The original plan would have seen us catch the 111 from Osterley to Hounslow Bus Station taking in Hounslow East Station followed by a walk to Hounslow Central, but instead we carried on to Hounslow West. One reason was the increasing frustration that every time Roger calculated the connections, the driver would stop and inform everyone that he had been instructed to wait to ‘regulate the timetable’. Nobody likes this ‘we’re going to make you wait and late because it suits us,’ attitude and it is really time that TfL abandoned the Dark Ages and got a bit more customer friendly in this respect. All of this internet use to check timetables and bus locations takes a heavy toll on batteries over the course of the day but you couldn’t charge a phone on any of the TfL services we used. I’m had thought the only buses with them were the ADL/BYDs on the 507 and 521 services out of Waterloo, which, with the short duration of most passenger journeys on them, is probably the least appropriate place to trial something that is becoming much more familiar outside the capital. Leon Daniels often joked that the USB points were only fitted on them to supplement the vehicle’s batteries from people’s mobiles. I have since learned that USBs are also installed on the electric Enviro 200MMCs on route 153 between Moorgate and Finsbury Park and have been retrofitted on the refurbished deckers on the long X26 Heathrow to East Croydon route.

One bus sufficed to cover the next three stations somewhat swiftly as the 482 took us to Terminal 5 passing Hatton Cross and Terminal 4 on the way, although there is no separate overground building at Terminal 4, which is also the only Piccadilly Line station with only one platform. At Hatton Cross Station we were joined on our Metroline Enviro400 by James Wake from the RATP Dev London schedules team at Fulwell. He had been following our exploits via Roger’s twitter feed.
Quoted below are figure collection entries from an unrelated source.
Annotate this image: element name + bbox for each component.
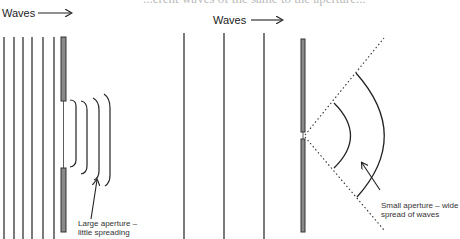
- right-spread-cone: [305, 38, 384, 230]
- right-incident-wavefronts: [184, 33, 264, 239]
- diffraction-diagram: ...erent waves of the same to the apertu…: [0, 0, 460, 239]
- left-incident-wavefronts: [4, 37, 54, 239]
- right-barrier: [301, 39, 305, 232]
- diagram-graphics: [0, 0, 460, 239]
- left-transmitted-wavefronts: [70, 94, 110, 186]
- left-barrier: [61, 37, 66, 232]
- left-pointer-arrow-icon: [91, 180, 97, 219]
- right-transmitted-wavefronts: [334, 73, 384, 197]
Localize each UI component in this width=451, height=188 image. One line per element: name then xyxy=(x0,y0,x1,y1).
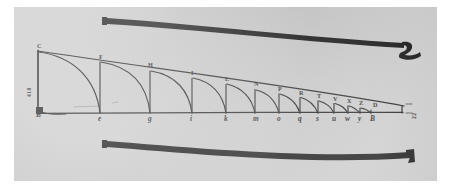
construction-drawing xyxy=(36,51,412,115)
bottom-rule-left-cap xyxy=(102,140,107,148)
bottom-rule-band xyxy=(102,140,415,163)
bottom-rule-hook-terminal xyxy=(406,149,415,163)
top-rule-body xyxy=(107,18,404,48)
top-rule-band xyxy=(102,17,421,60)
arc-H-i xyxy=(151,71,192,113)
top-rule-left-cap xyxy=(102,17,107,25)
arc-L-m xyxy=(227,84,255,113)
arc-P-q xyxy=(280,94,300,113)
plate-scratch-1 xyxy=(74,106,98,107)
arc-I-k xyxy=(193,78,226,113)
arc-T-u xyxy=(319,101,334,113)
figure-artwork xyxy=(14,7,437,181)
top-rule-hook-terminal xyxy=(399,42,421,60)
plate-scratch-2 xyxy=(112,102,118,103)
arc-C-e xyxy=(39,52,100,113)
arc-F-g xyxy=(101,62,150,113)
right-margin-plate-number: 22 xyxy=(411,113,417,119)
arc-V-w xyxy=(335,104,348,114)
arc-N-o xyxy=(256,90,279,113)
bottom-rule-body xyxy=(107,141,411,160)
engraved-plate: C F H I L N P R T V X Z D B e g i k m o … xyxy=(14,7,437,181)
arc-R-s xyxy=(301,98,318,114)
quarter-arc-family xyxy=(39,52,371,113)
left-margin-folio-number: 418 xyxy=(26,87,32,97)
origin-block xyxy=(36,107,43,114)
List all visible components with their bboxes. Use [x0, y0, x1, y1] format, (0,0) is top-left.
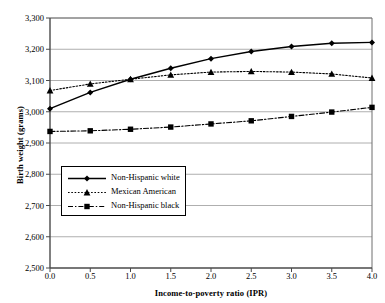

You can’t catch a TfL bus between Terminals 5 and 2/3 (though there is the 423 to Bath Road) but there is the 7 which First Berkshire operates with newly refurbished Volvo 7700 hybrids. Ray is very proud of what has been achieved with these buses having had something to do with it, and I have to say this was by far the most imaginative saloon we travelled in all day. Better still, as part of Freeflow Heathrow it is free.

All that remained was to say our goodbyes, a ride on an Airparks Scania to collect my car and the drive north to Stamford, the cost of the car parking being more than the total cost of the day’s travel; the latter a bargain, the former a rip-off.

Last word

There is an argument that even our original plan rather neglected the Acton Town to Uxbridge section of the Piccadilly Line, so were I to try it again I might be inclined to set aside two days and cover all the lines either side of Hammersmith on separate days and at a more leisurely pace.
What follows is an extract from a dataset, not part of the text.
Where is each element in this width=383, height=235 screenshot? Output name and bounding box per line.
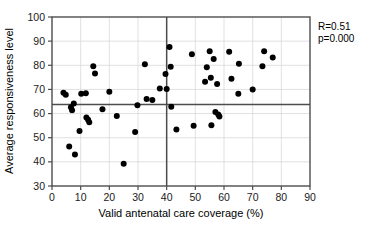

As on previous occasions, though there were elements worthy of criticism TfL’s remains a massively impressive and efficient network.

Ray is pretty determined that our next jaunt should have a Green Line angle and to this end I have acquired 1960s Green Line and London Country route maps at antique events in recent weeks. On the other hand, Andrew Braddock, who’s daughter’s roof is now fully repaired, still hankers after retracing the wires of the trolleybuses that I never saw in action because the last of them disappeared in 1962. However, I have seen one of the trolleybuses; as far as I am aware it is still sitting outside the municipal bus depot in the Spanish city of Zaragoza. Whatever we do, it will no doubt generate surprisingly little consternation on the faces of the drivers concerned as half a dozen or so supposed adults descend on their vehicles. They’ve seen much odder.